The Association of Small Bombs(56)



“We want to bring the city to a standstill,” Tara was saying. “If necessary, we want people to court arrest. You know what Gandhi said the Jews of Europe should do when faced with Hitler?”

“No,” Mansoor said, though he’d heard her say this a million times.

“Commit mass suicide,” Tara said, savoring the words with the intensity of someone who has obviously not considered it seriously. “Throw themselves from cliffs. Think of it. If the Jews were able to muster that kind of courage, the Holocaust would have never happened. We want to get to that level of nonviolence.”

“But doesn’t suicide count as violence?” Ayub asked rhetorically.

“You’re right. It does. But you’re allowed that kind of contradiction when you’re up against a completely unrepentant force.”

“I see,” Mansoor said, interrupting this public lovemaking of activists. “And what about the 1996 blast accused?” There had been a lull on that front. Mansoor and Ayub and Tara had written editorials together about the accused and mailed them to the Times of India, the Hindustan Times, and the Pioneer but had not heard back; the editors at these papers, it seemed, were not interested in the unique slant of a victim asking for a terrorist’s release.

“We’ll work on that after the rally,” Tara said in her direct, no-nonsense way.



“Everything OK with you, boss?” Ayub asked him when Tara had gone to the toilet.

“Of course,” he said, though he meant the opposite.



When Mansoor looked at himself in the mirror at home, he saw a dark, small, pathetic person, an ugly person, a person who shouldn’t have lived. He saw that these feelings had nothing to do with the bomb. This was who he was.





AYUB AZMI’S RESPONSE TO TERROR


   MARCH 2003–OCTOBER 2003





CHAPTER 23



Ayub and Tara had been planning the rally for months, even before Mansoor had joined the NGO. To see it on the horizon excited them. Then, in March, it happened.

Ayub and Tara came to the roads near the India International Centre worked up and expectant—having not slept the previous night, having stayed up reading selections from Gandhi’s Autobiography, Ambedkar’s essays, the speeches of MLK and Malcolm X and Muhammad Ali. “It’s so touching, the sense of empowerment Islam gave to all these colonial people, to slaves. America’s attempt to crush Islam is an attempt to destroy the self-esteem of the rising, conquered people,” Ayub had said. Tara had nodded her head in agreement.

Then, in the late morning, right before the rally began, Ayub faxed the police about the protest from the market near the site of the event; this was a loophole activists exploited. You were supposed to inform the police about any rally you held, but there was no statute on exactly when you told them, as long as it was before and in writing.

Doing it in person was too dangerous since the police would ask you to lead them to the rally.

Yet, when Ayub joined the crowd on the road—hundreds of men and women chanting and holding up signs—he found the police already there, battalions pouring forth from Gypsies and coming up to the protesters, asking them questions and gently herding them onto the sidewalk. “You can’t do that,” Ayub said. “It’s a nonviolent protest.”

“You shut up, you terrorist,” a policeman—younger than Ayub, livid with youth—said.

Ayub was wearing his skullcap.

Ayub made to attack him but a couple of older policemen, blasé in their interaction with the disaffected, pushed him aside.

“Arrest me,” Ayub said, holding out his wrists.

“You’re not worth an arrest,” a policeman with gray hair said, stepping out to shout at a pimply activist who started running at the bark from the policeman.

Then something terrible happened on that spring day. The crowd dispersed.



The next day when Tara and Ayub opened the paper, there wasn’t even a mention of the protest.



Tara and Ayub debated what had happened with the members of the NGO—all of them, including Mansoor, had attended the disappointing protest—and fell privately into despair. Ayub began to believe that nonviolence didn’t work. He’d had this feeling for a long time but had said nothing to Tara about it. In the NGO room, where they often met to kiss before meetings—they had still never made love—he scolded her. “I knew it wouldn’t work.”

“I didn’t personally tell people not to come,” she said bitterly.

“But we should have known.”

“You prepared for it too!”

Ayub went on ranting for a while—frothing, gesticulating, blaming Tara for her na?veté, for her earnestness—till he finally stopped. “I’m sorry.” He lived like this—in these explosions of passion. He was a passionate person.

Nevertheless, his loss of faith in nonviolence cut deep. He believed nonviolence suffered the fundamental problem of having no traffic with the media. The media reveled in sex and violence—how could nonviolence, with its graying temples and wise posture, match up?

Ayub tried to come up with alternatives—nonviolent spectacles, theater, protests—but all these needed participants and an audience.

He was not prepared when, a week later, Tara broke things off with him.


> _TRY IT_
Copy all lines holding the word "scorrevole" from the entries.
*** Opening EXTRACTED DATA ***
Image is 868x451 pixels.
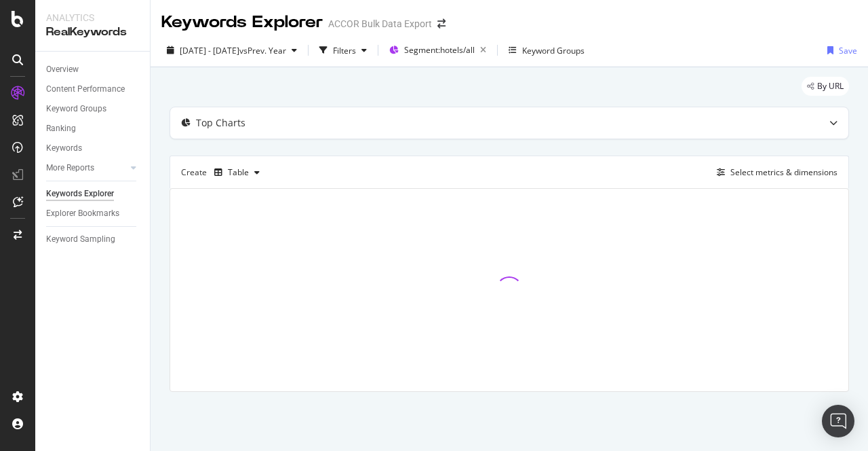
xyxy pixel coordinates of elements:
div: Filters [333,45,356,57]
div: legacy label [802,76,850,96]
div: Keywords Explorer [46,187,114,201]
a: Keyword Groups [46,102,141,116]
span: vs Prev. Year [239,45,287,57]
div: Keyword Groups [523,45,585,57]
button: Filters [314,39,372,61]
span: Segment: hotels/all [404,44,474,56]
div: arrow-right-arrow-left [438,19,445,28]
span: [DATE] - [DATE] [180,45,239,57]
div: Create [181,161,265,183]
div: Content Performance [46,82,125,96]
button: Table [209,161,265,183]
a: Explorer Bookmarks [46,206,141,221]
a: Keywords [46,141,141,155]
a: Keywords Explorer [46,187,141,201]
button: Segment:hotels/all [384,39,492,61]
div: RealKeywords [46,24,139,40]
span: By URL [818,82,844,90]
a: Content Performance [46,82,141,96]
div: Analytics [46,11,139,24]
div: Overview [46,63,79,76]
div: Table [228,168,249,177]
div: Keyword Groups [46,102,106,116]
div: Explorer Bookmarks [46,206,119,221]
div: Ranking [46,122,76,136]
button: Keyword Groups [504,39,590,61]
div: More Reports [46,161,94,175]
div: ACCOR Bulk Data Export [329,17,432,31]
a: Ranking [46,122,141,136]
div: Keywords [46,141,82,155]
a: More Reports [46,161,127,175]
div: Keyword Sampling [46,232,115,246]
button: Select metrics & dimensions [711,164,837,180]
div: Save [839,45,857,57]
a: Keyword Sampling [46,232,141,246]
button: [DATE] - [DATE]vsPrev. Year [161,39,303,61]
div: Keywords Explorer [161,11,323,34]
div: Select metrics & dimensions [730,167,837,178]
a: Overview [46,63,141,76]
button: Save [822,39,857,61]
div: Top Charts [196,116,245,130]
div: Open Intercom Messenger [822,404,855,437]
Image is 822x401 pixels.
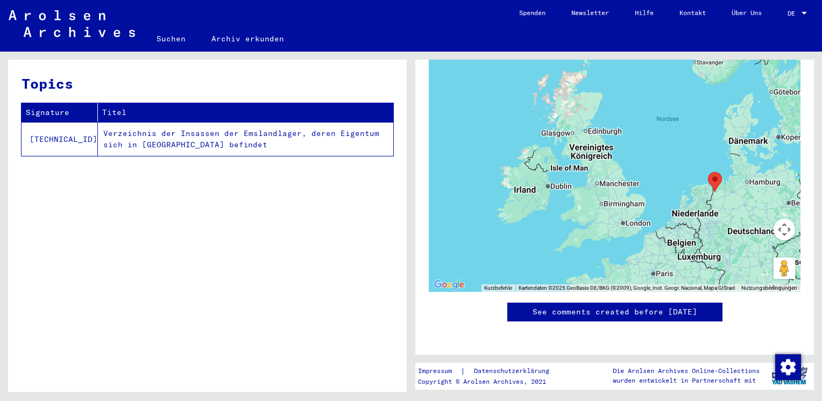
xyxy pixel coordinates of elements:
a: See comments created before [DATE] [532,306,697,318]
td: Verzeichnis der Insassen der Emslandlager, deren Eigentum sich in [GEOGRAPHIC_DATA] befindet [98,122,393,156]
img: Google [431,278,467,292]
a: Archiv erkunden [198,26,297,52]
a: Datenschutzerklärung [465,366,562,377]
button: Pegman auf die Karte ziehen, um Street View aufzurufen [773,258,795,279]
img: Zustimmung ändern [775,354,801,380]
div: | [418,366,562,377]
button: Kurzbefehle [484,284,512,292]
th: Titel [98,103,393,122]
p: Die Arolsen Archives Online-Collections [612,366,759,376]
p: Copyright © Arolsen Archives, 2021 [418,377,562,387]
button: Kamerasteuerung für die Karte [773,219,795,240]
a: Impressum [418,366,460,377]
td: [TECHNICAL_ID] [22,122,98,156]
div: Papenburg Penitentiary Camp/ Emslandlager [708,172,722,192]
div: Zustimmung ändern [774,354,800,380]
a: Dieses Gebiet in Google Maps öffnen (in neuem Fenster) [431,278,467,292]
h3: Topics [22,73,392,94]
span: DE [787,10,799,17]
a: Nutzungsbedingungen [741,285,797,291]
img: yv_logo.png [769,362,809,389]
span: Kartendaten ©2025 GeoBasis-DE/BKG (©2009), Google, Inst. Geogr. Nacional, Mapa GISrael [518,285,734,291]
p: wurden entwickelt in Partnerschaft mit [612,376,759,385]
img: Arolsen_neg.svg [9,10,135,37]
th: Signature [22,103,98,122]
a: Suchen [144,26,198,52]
*** Closing EXTRACTED DATA ***
*** Opening EXTRACTED DATA ***
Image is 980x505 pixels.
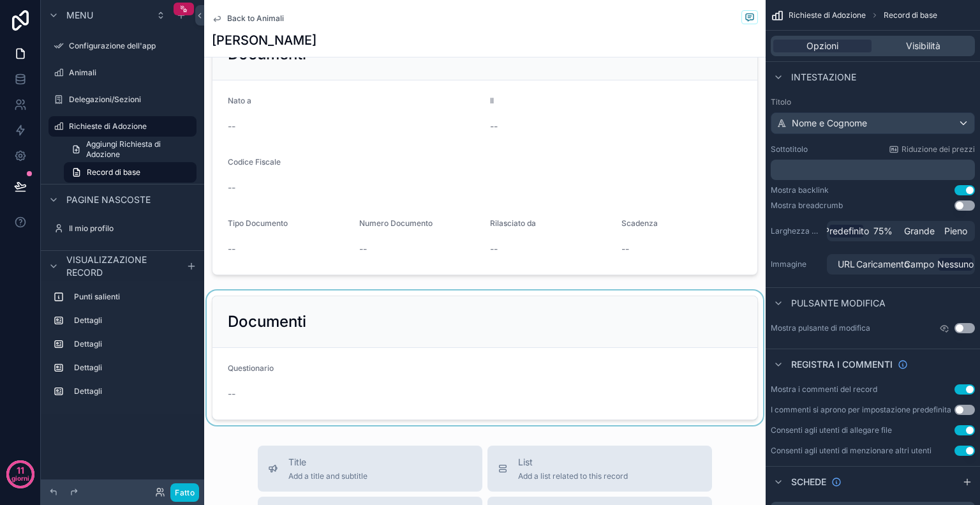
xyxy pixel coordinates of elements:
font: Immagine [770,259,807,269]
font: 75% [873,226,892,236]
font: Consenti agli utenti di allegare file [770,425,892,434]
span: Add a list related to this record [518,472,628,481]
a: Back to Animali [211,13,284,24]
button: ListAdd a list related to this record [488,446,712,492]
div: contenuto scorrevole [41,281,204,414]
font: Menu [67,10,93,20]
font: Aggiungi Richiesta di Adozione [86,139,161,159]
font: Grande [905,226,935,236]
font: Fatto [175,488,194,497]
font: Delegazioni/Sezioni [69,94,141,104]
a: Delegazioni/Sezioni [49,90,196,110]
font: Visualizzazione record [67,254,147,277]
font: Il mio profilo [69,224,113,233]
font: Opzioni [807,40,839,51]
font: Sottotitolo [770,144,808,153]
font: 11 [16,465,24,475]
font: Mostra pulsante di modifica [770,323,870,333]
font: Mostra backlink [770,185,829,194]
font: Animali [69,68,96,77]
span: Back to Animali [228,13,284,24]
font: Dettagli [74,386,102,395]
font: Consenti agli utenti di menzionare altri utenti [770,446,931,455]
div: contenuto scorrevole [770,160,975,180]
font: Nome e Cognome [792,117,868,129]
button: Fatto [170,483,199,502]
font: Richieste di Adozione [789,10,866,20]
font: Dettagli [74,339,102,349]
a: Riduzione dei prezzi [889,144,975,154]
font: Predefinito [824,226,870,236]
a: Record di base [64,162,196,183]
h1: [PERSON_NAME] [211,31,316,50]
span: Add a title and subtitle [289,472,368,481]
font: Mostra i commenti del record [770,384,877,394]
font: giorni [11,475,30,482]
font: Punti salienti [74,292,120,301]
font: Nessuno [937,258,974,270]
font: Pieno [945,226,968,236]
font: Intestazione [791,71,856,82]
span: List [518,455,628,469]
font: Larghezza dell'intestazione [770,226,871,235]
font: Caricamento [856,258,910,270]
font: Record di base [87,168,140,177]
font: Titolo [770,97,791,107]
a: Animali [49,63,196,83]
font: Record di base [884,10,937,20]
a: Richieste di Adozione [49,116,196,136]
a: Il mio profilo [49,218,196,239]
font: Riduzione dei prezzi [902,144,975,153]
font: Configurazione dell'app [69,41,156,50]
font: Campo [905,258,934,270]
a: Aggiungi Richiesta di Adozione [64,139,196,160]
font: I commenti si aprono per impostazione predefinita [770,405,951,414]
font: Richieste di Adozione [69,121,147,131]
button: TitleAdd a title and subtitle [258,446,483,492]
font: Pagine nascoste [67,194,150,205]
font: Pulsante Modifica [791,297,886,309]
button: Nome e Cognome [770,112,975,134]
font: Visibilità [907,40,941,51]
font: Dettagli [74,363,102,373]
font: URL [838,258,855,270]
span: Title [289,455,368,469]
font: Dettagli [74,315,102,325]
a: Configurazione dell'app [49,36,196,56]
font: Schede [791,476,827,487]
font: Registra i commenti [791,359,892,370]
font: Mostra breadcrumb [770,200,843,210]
*** Closing EXTRACTED DATA ***
*** Opening EXTRACTED DATA ***
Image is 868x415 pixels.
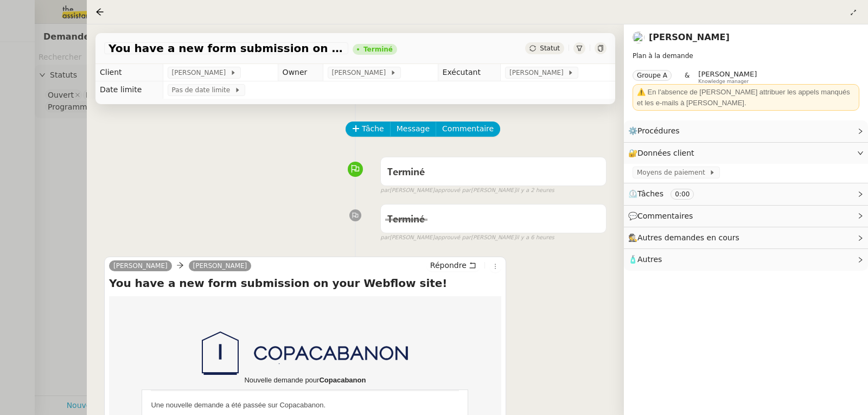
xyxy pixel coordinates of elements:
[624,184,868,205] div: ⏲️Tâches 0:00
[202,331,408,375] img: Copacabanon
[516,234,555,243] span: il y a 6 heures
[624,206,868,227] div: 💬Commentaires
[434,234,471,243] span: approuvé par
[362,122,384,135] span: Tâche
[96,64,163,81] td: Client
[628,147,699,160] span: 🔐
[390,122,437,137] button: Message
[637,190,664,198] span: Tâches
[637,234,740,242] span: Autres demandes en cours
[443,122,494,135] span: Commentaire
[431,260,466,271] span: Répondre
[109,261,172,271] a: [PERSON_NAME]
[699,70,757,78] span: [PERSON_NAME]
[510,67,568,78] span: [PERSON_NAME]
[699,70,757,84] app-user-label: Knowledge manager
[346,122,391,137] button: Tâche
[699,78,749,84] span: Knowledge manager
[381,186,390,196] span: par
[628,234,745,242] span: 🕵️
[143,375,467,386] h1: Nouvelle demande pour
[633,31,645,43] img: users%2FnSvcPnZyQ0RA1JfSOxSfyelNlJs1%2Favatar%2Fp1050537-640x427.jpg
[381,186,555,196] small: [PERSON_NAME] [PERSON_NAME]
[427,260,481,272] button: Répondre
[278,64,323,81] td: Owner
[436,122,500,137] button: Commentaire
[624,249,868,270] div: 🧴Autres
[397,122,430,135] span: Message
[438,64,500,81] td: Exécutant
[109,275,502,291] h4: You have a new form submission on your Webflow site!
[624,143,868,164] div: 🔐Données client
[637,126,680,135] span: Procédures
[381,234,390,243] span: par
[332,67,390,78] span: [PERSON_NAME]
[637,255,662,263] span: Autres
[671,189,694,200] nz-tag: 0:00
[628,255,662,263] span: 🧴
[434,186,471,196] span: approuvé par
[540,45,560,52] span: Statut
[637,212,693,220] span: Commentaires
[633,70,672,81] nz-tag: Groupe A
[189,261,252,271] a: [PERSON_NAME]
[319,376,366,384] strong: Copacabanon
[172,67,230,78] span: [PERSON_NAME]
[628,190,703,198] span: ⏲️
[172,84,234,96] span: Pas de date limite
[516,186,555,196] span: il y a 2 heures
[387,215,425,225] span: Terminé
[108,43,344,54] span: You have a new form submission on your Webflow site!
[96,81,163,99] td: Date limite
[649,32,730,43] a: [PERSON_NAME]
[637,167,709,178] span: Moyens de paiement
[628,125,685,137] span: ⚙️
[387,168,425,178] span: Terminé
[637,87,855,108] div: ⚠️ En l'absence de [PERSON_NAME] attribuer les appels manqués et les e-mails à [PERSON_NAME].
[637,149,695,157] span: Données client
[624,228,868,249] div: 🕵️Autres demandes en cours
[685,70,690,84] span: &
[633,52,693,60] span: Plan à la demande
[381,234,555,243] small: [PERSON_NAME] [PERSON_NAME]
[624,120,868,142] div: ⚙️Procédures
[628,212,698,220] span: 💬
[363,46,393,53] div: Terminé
*** Closing EXTRACTED DATA ***
> _WRITTEN SOLUTION_
div: contenuto scorrevole [41,281,204,414]
div: contenuto scorrevole [770,160,975,180]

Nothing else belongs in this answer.